Word for word, set down every line of the entries below from the line with "Find the location" to the line with "Image resolution: width=756", including both, and no other line.

Input for this task:

╔══

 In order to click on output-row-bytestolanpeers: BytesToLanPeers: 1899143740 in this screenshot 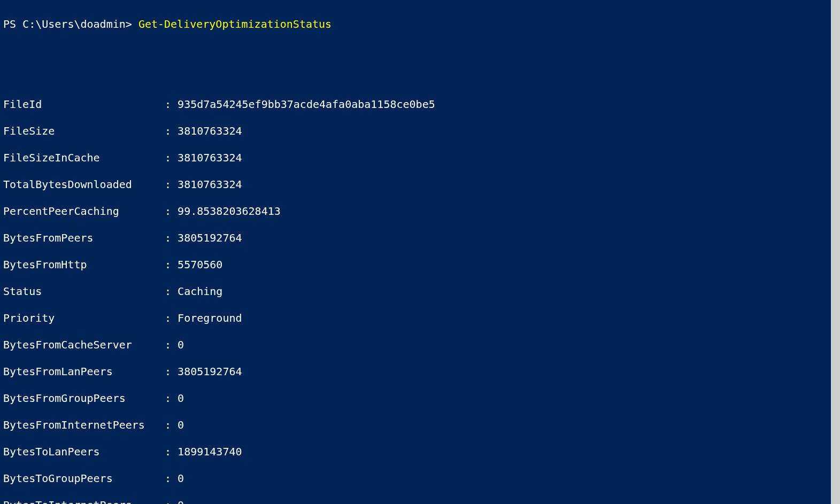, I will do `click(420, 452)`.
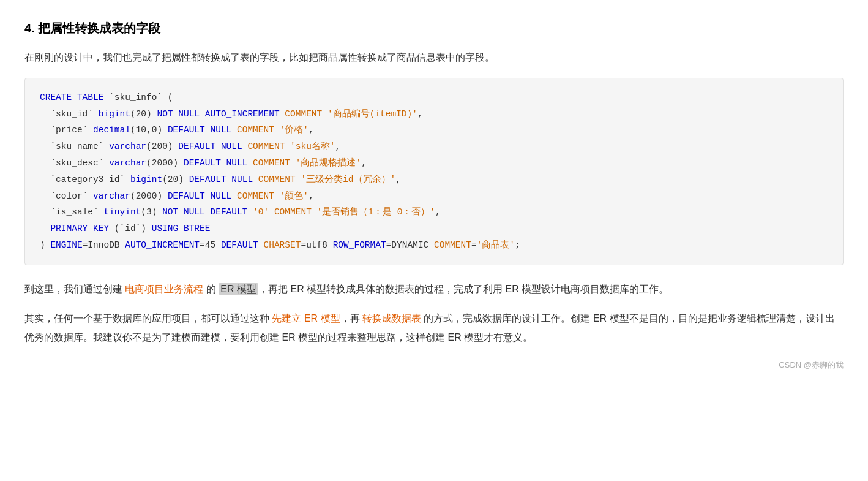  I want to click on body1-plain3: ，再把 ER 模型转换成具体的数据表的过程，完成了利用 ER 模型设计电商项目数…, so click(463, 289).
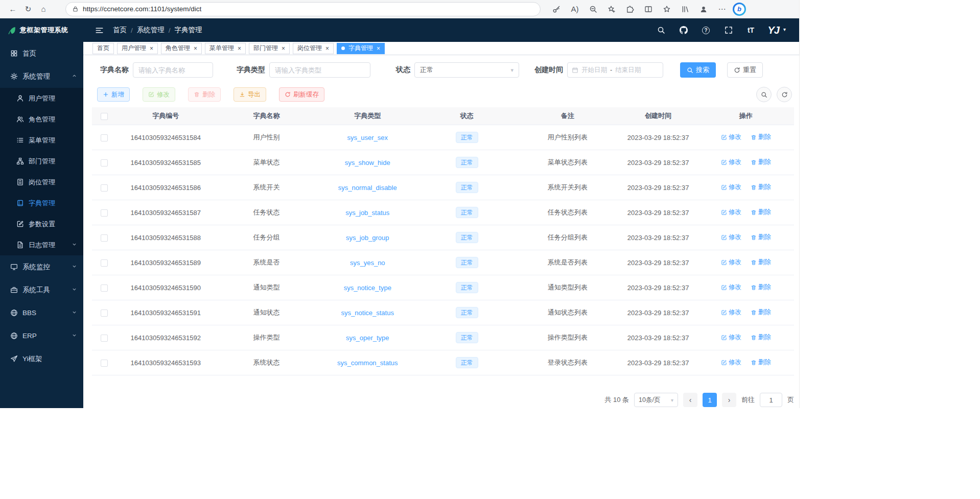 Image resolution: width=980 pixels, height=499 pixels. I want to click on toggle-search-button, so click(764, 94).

╚══
╔══

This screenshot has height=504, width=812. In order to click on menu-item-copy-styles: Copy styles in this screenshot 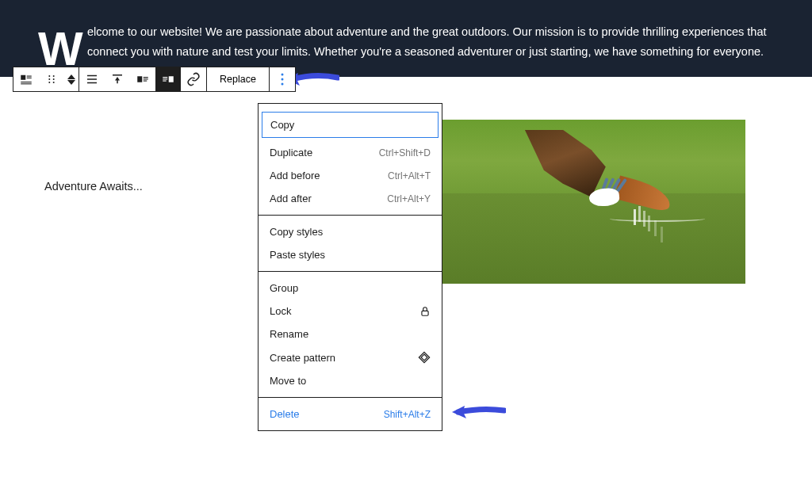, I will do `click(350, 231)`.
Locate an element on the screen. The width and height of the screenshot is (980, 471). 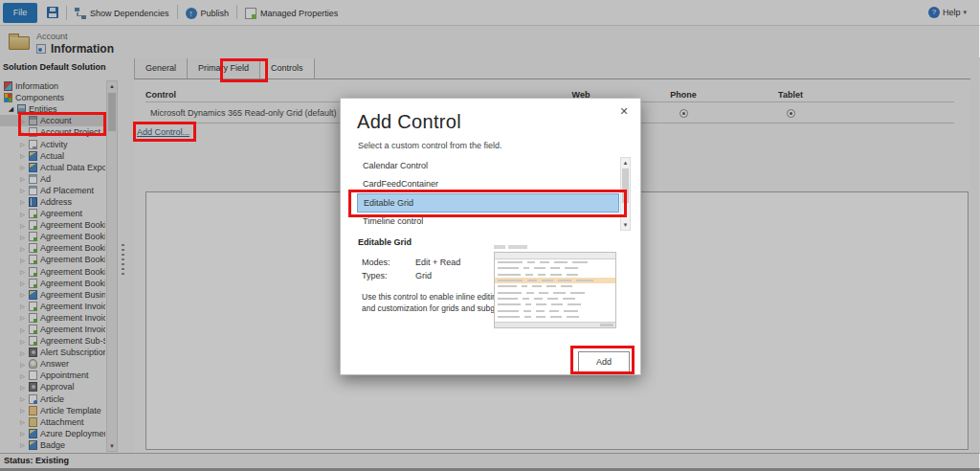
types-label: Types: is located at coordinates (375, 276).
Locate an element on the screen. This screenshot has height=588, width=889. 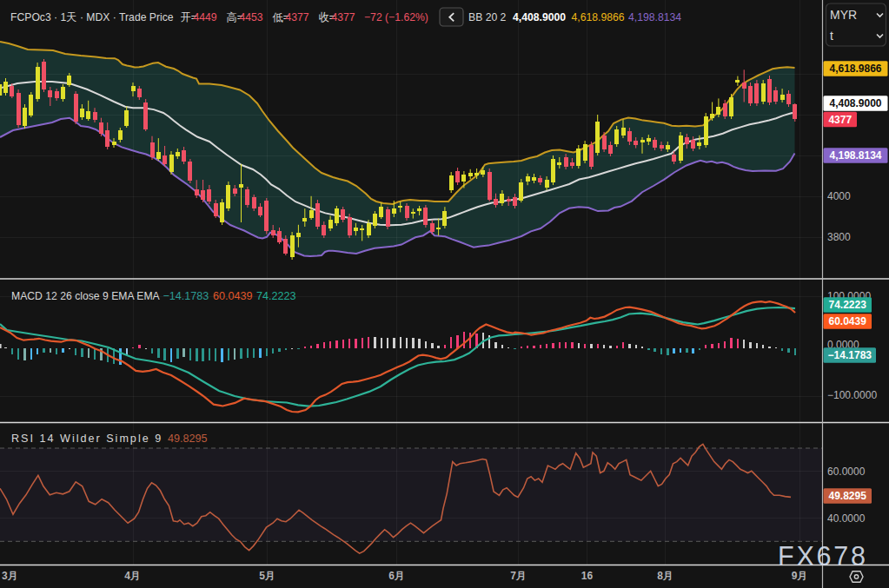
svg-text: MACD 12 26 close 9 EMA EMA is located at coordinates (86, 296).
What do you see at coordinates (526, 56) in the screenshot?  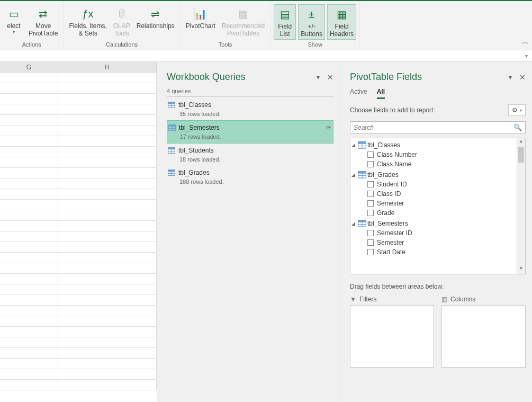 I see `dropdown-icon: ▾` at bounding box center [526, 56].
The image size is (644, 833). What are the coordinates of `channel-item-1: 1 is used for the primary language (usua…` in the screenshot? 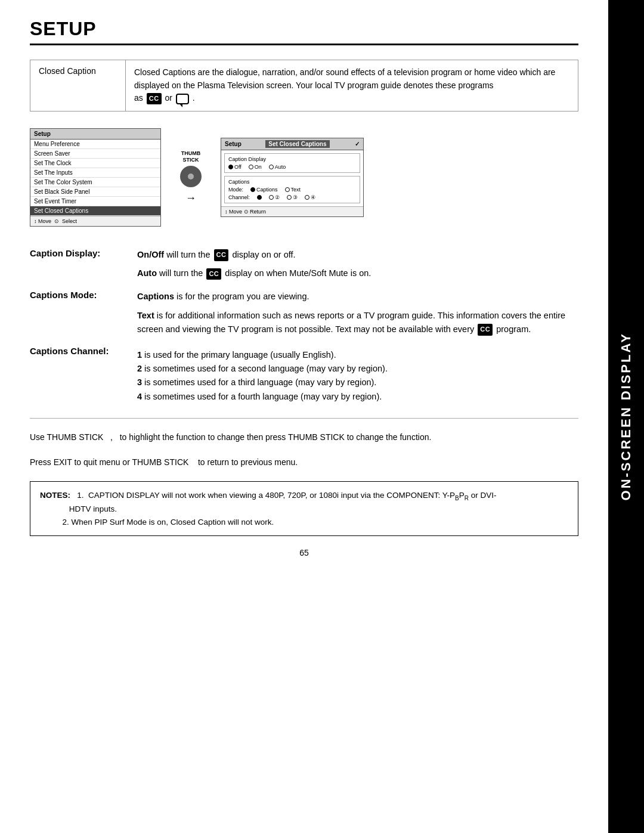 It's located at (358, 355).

╚══
╔══

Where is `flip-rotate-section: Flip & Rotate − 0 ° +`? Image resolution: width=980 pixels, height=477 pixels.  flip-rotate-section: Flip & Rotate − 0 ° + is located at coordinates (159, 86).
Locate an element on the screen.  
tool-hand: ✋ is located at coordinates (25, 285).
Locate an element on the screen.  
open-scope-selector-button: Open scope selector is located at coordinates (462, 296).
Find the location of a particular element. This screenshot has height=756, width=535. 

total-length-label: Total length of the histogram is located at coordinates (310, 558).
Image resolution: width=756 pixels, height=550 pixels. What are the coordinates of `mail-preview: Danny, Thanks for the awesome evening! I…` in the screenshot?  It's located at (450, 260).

╚══

Task output:
Find the location of a particular element. This screenshot has height=756, width=535. 

total-length-label: Total length of the histogram is located at coordinates (310, 558).
Image resolution: width=756 pixels, height=550 pixels. What are the coordinates of `mail-preview: Danny, Thanks for the awesome evening! I…` in the screenshot?  It's located at (450, 260).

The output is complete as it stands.